“‘Tell you what,’ said the man, ‘don’t go for to tell me that again, or I’ll lay you as flat as he is in no time,’ and he cracked his whip and moved on.
“‘What’s the use,’ said I, ‘M’Clure, to call that man a liar? How do you know whether it is a moose or not, and he is more like to get its name right than you, who never saw one afore.’
“‘Moose,’ said he, ‘do you take me for a fool? do you suppose he is a goin’ to cram me with such stuff as that? The idea of his pretending to tell me that a creature six feet high with great spreading antlers like a deer is a moose, when in fact they are no bigger than a cock-roach, and can run into holes the size of a sixpence! Look at me—do you see anything very green about me?’

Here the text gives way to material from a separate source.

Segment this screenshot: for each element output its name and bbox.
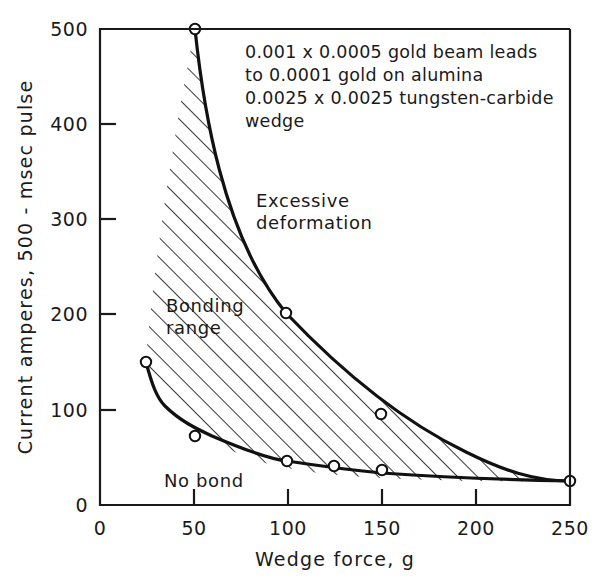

“‘Why, Mac,’ sais I, ‘as sure as the world you mean a mouse.’
“‘Well, I said a moose,’ he replied.
“‘Yes, I know you said a moose, but that’s not the way to pronounce a mouse. It may be Scotch, but it ain’t English. Do you go into that hardware shop, and ask for a moose-trap, and see how the boys will wink to each other, and laugh at you.’
“‘A man,’ sais he, drawing himself up, ‘who has learned humanity at Glaskee, don’t require to be taught how to pronounce moose.’
“‘As for your humanity,’ said I, ‘I never see much of that. If you ever had that weakness, you got bravely over it, and the glass key must have been broke years agone in Spain.’
“‘You are getting impertinent,’ said he, and he walked off and left me.
“It’s very strange, your Honour, but I never saw an Irishman or Scotchman yet that hadn’t the vanity to think he spoke English better than we do.”